The little blueberry head waddles in, orange robes swishing, a circular collar framing his head like a coin slot on legs.
He’s also not very impressed by what he’s seeing. Beady yellow eyes trawl slowly down me, grimace deepening with every inch of mascara-smeared, sleep-creased, dignity-deprived me.
“Madam,” he drawls, “are you aware there is a bloated lifeform currently nesting on your scalp?” He blinks like there’s an army of stray hairs lodged in his eye.
“Rude.” I snap, already offended. “This isn’t a lifeform. It’s the Divine Cherub.” I lean forward, letting him bask in Todd’s glorious clacking majesty. “Isn’t he just the best?”

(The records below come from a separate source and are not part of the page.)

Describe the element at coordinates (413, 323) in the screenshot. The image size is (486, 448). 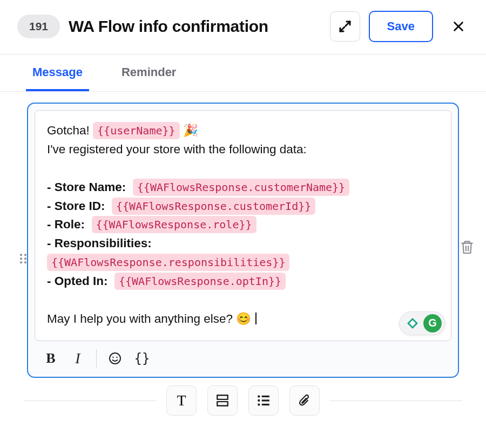
I see `hint-icon` at that location. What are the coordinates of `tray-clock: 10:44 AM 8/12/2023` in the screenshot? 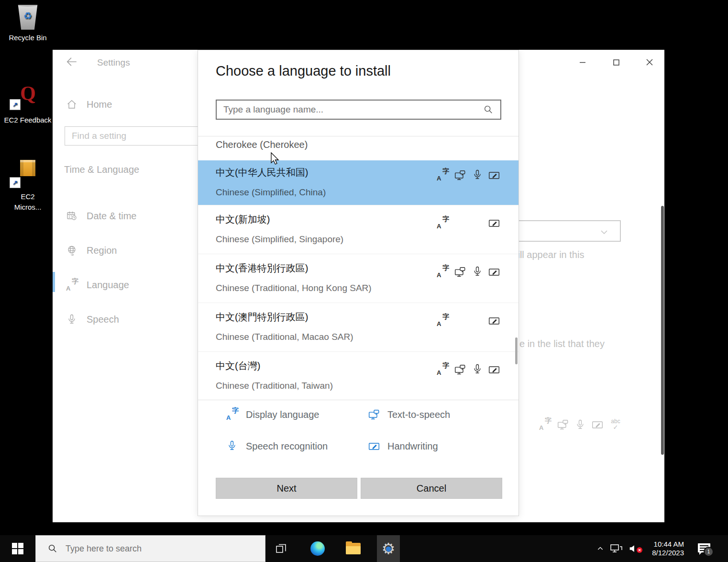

“Please!” he recoils, face twisting like he swallowed a lemon sprinkled with lemons. “That’s quite enough. I wouldn’t wish to spoil my supper.”
You’ll be his supper if you keep talking like that, you overgrown jelly stick.
“The reason for my visit,” he sniffs, stubby fingers fluttering over his wrist console, “you’ve been summoned by Consul Juliara to discuss today’s... events.”
Then my own console chirps a bright, blinky bonk of doom.
“I’ve transmitted coordinates,” he says. “Do not dally. Time is of the essence with such... volatile matters. Good day, War Chieftainess.” He bows, spins like a fussy coin, already scampering down the corridor.
“Huh?” I murmur, dazed like I’ve just been hoodwinked into joining the Jehovah’s Witnesses. “Wait.” I call after him. “ What is this about?”
But it’s too late. He’s gone—a spent penny. It’s just me. My shame. My bug hat. And a blinky, bonking display.
“Consul Juliara...” I mutter, activating my device, seeing the location isn’t far from here. “Isn’t she the sour-faced one?” My eyes roll to Todd above, who clacks in agreement. “Yeah. They all are, really.” I laugh, brittle and thin. It bounces off the walls and dies before it reaches the floor.